What it actually costs
Zidi's pricing fits in a sentence: Free gets 10 videos with 5-minute recordings; Starter is $19 per seat per month ($168 per year) with unlimited videos, 2-hour recordings, 1080p exports, and full analytics; Pro is $49 ($468 per year), adding the brand kit, CRM integrations, CTAs, lead scoring, revenue attribution, and heatmaps. Annual billing saves 17%, and AI credits for dubbing and voice change are bought separately in packs that never expire. Vidyard's current numbers live on their pricing page — it has sold an entry tier as low as $19 in past years, while mid-2026 breakdowns cite $59 to $99 per user per month for the main paid tiers. At every figure we could verify, Zidi Pro costs less than the tiers where Vidyard's comparable tracking features live.

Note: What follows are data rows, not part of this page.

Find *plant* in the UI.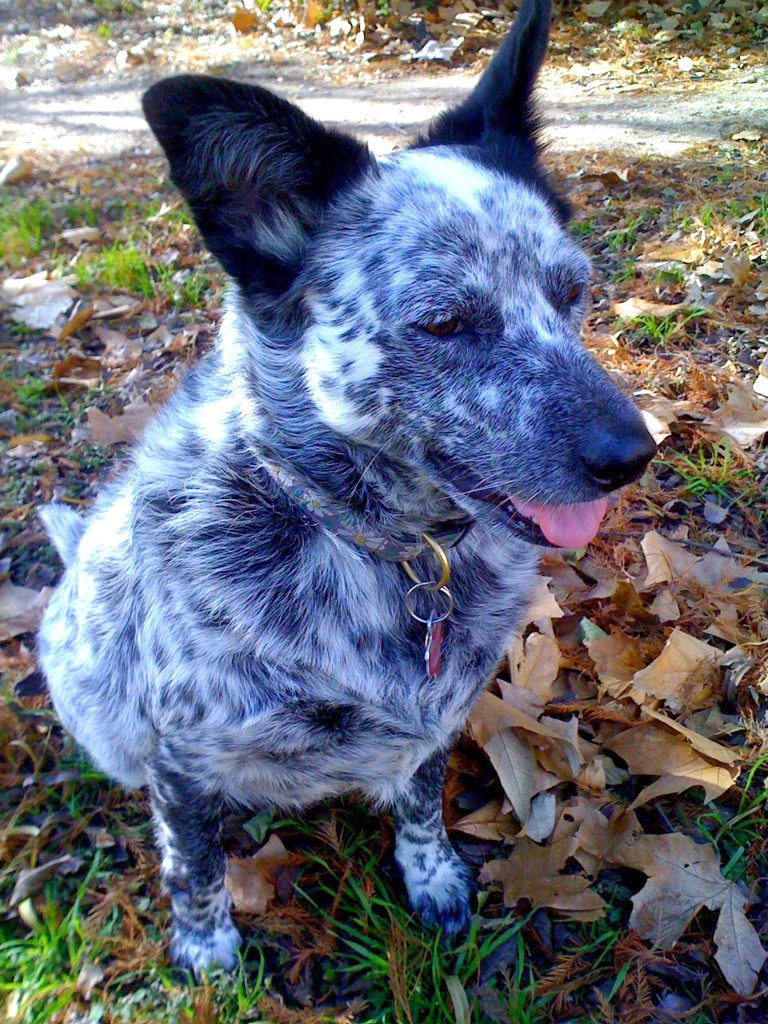
UI element at bbox=[94, 15, 128, 37].
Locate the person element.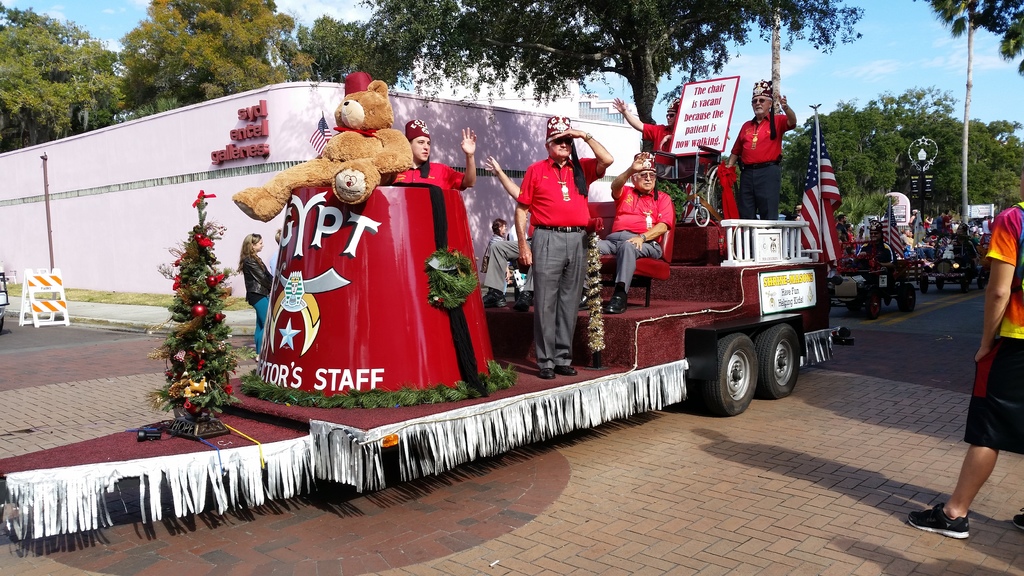
Element bbox: bbox=(577, 152, 671, 314).
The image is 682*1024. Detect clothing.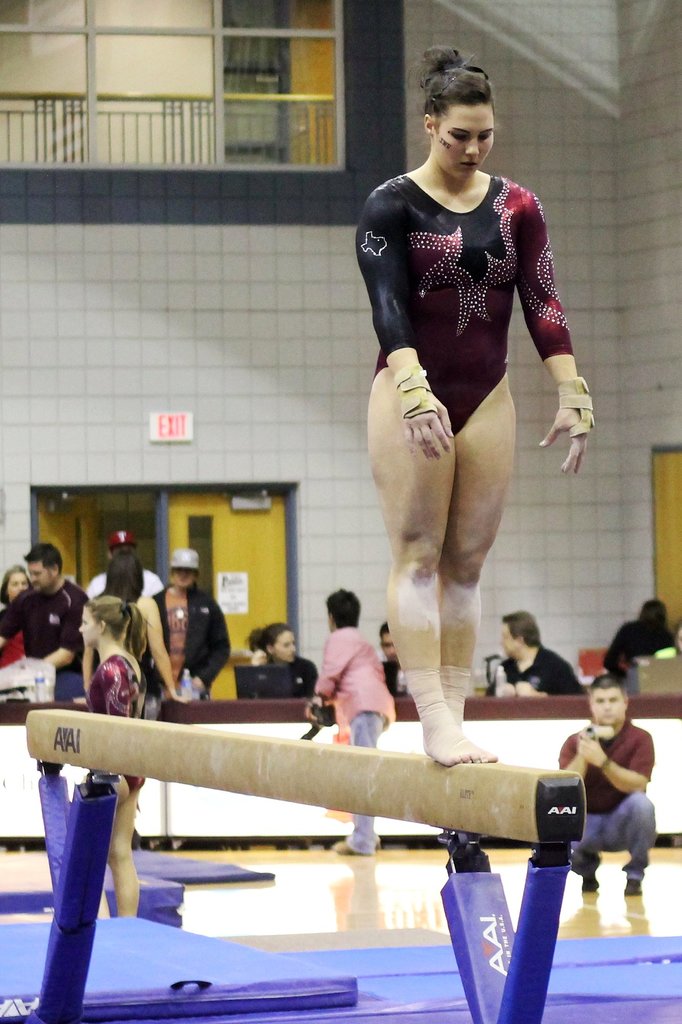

Migration, coexistence, and the bottom line
Switching is lighter than it looks. Zidi's paid plans accept file uploads (2 GB per file on Starter, 5 GB on Pro), so the evergreen part of your Vidyard library can move over and pick up new AI subtitles, branded pages, and heatmaps on arrival; the stale remainder is usually faster to re-record with the Chrome extension than to migrate. From there it is an afternoon of setup: connect your CRM, load the brand kit so new videos carry your logo and watermark automatically, and set lead-scoring rules by percentage watched. Run both platforms in parallel for one sales cycle and let the engagement data settle the argument.
Some teams will sensibly run both: Vidyard for avatar-driven prospecting at the top of the funnel, Zidi for everything involving a real recording — discovery follow-ups, demo recaps, proposal walkthroughs, onboarding, and support. Most teams under a few hundred seats end up consolidating, though, because one platform that records, edits, brands, translates, hosts, and attributes revenue is simpler to run and materially cheaper than a veteran suite plus the editing tools bolted around it. If you are weighing lighter options, our Loom, Sendspark, and Hippo Video breakdowns apply the same lens — and the free plan remains the cheapest test: 10 videos, no credit card, judged on your own recordings.